Using the data below, restate exactly every line from the one with "This screenshot has width=868, height=431." up to and including the one with "This screenshot has width=980, height=474.". No picture belongs in it.

###

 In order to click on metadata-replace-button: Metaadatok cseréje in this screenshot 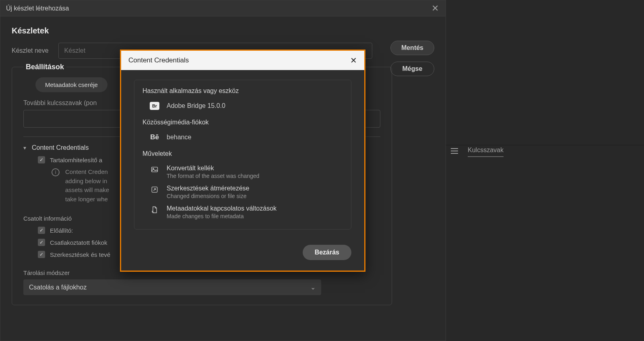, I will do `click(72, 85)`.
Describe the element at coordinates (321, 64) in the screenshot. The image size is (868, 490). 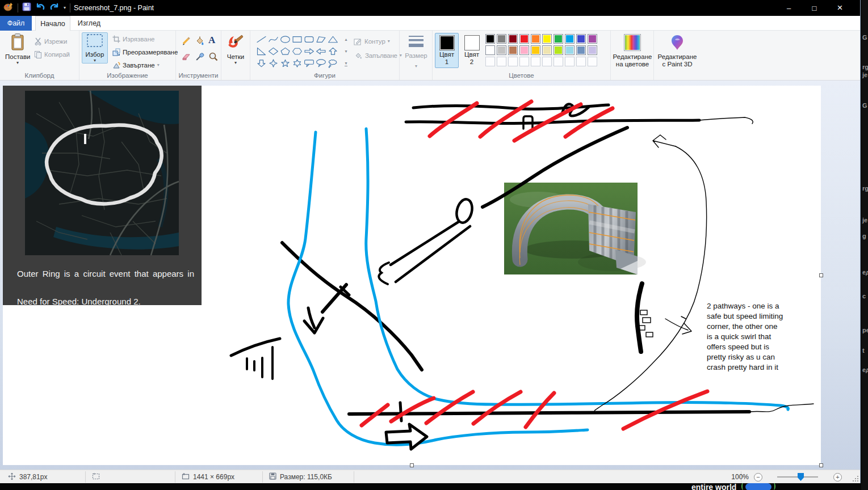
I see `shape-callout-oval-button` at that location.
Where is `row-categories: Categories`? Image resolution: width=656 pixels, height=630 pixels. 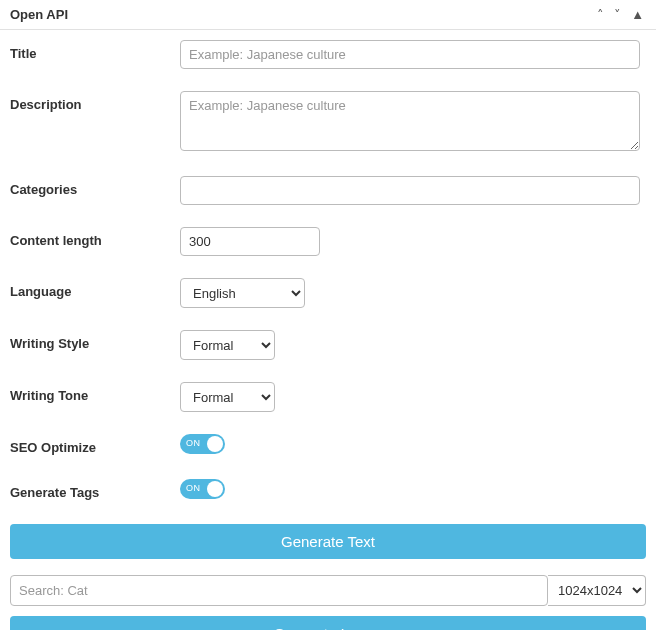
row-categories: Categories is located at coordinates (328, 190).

###

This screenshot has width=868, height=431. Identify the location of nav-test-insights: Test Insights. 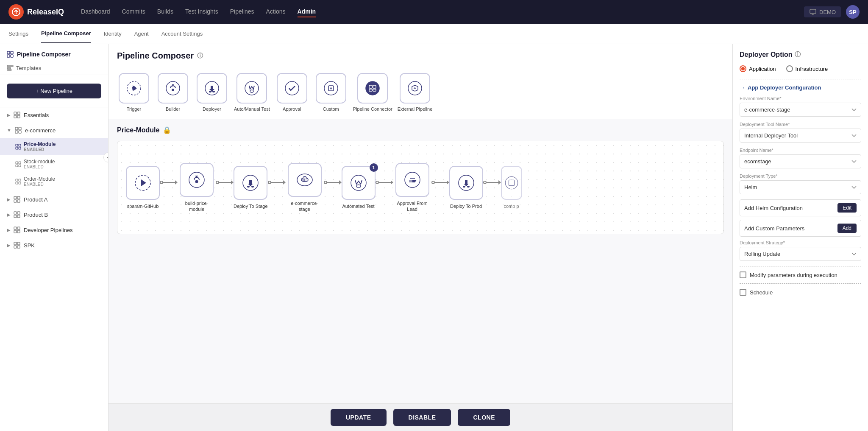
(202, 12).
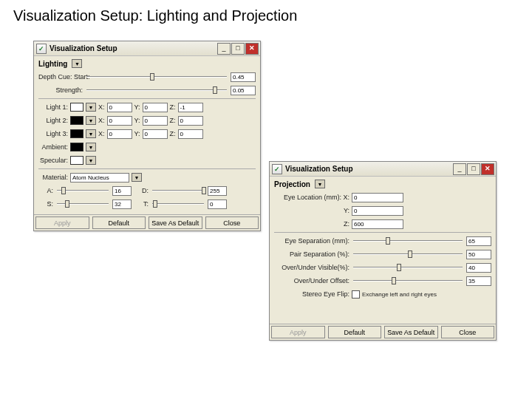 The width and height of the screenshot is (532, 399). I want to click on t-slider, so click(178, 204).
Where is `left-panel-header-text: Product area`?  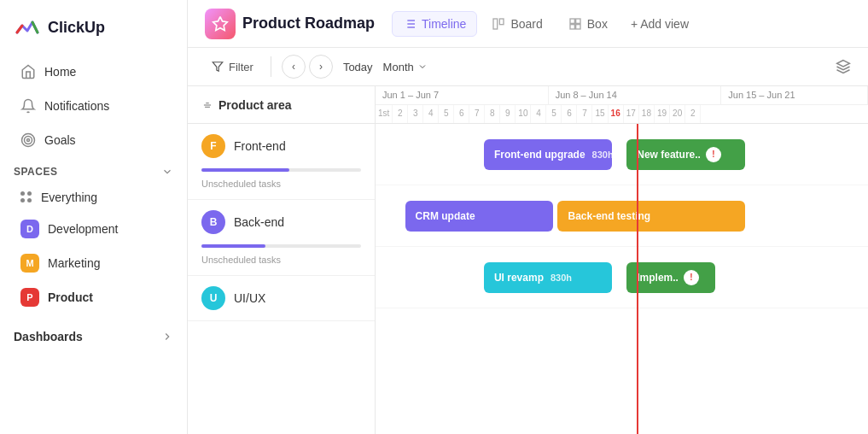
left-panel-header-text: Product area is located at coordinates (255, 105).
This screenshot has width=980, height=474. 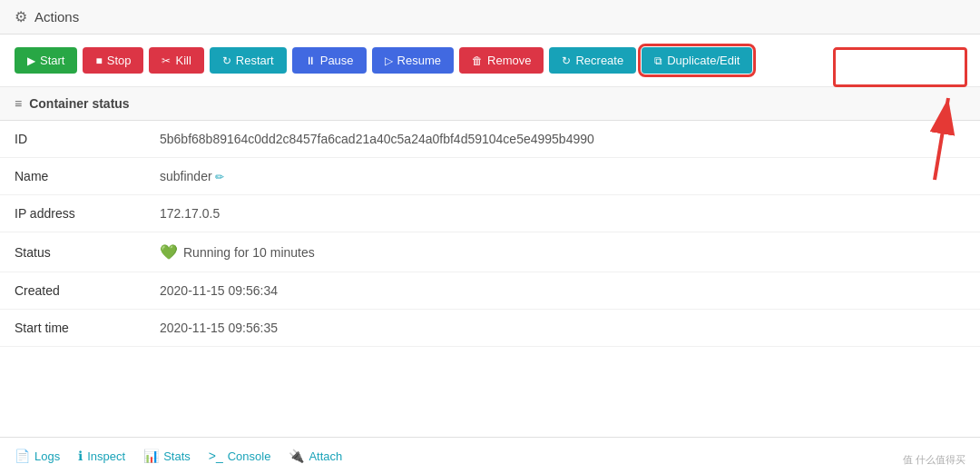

###

_Answer to this exercise_:
This screenshot has width=868, height=431. Identify the location of nav-test-insights: Test Insights. 
(202, 12).
 The width and height of the screenshot is (532, 399). I want to click on t-slider, so click(178, 204).
Where is `left-panel-header-text: Product area`?  
left-panel-header-text: Product area is located at coordinates (255, 105).
This screenshot has width=980, height=474. 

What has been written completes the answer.